Maybe the swamp is having a moment as a motif in philosophy and art?
I noticed it last year with
Swamps and the New Imagination: On the Future of Cohabitation in Art, Architecture, and Philosophy edited by Nomeda Urbonas, Gediminas Urbonas and Kristupas Sabolius.
“It is not easy to define a swamp, even in biology. The term is frequently used to characterize marshes, bogs, mires, wetlands, meadows, and other grey zones between land and water. In that sense, “swamp” is a metonym for a variety of transitional ecosystems and functions.
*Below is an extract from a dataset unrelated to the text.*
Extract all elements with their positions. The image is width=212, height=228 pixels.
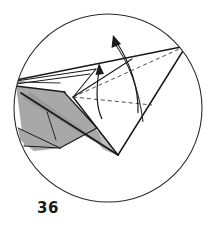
figure-number-caption: 36 [0,199,96,217]
origami-diagram [0,0,212,228]
figure-container: 36 [0,0,212,228]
This book invokes that concept as a tool to address the vital urgency of human cohabitation with other forms of life, placing the swamp at the crossroad of disciplines and practices.”
And today I came across Most Dismal Swamp.
“Most Dismal Swamp is a mixed-reality biome, an art platform, a multi-scalar mystic fiction, a forecasting laboratory, a long tail, a transitional ecosystem, a party, a cognitive scaffold, a bad dataset, a curatorial MMORPG, a memeplex aggregator, a planetary weirding studio, and a record label.
“It is a model for parsing, navigating, and elaborating a Dank Enlightenment: globally variable synaesthesia across multiple and simultaneous dimensions.”
Here’s an art video from the Most Dismal Swamp installation titled Swamp Protocol.
“Swamp Protocol is an atmospheric ‘procession of the damned… a procession of data that science has excluded…'”
Two items are clearly not a trend, but I suspect these projects grow out of some dank swampy compost oozing across the perimeters of contemporary scholarship.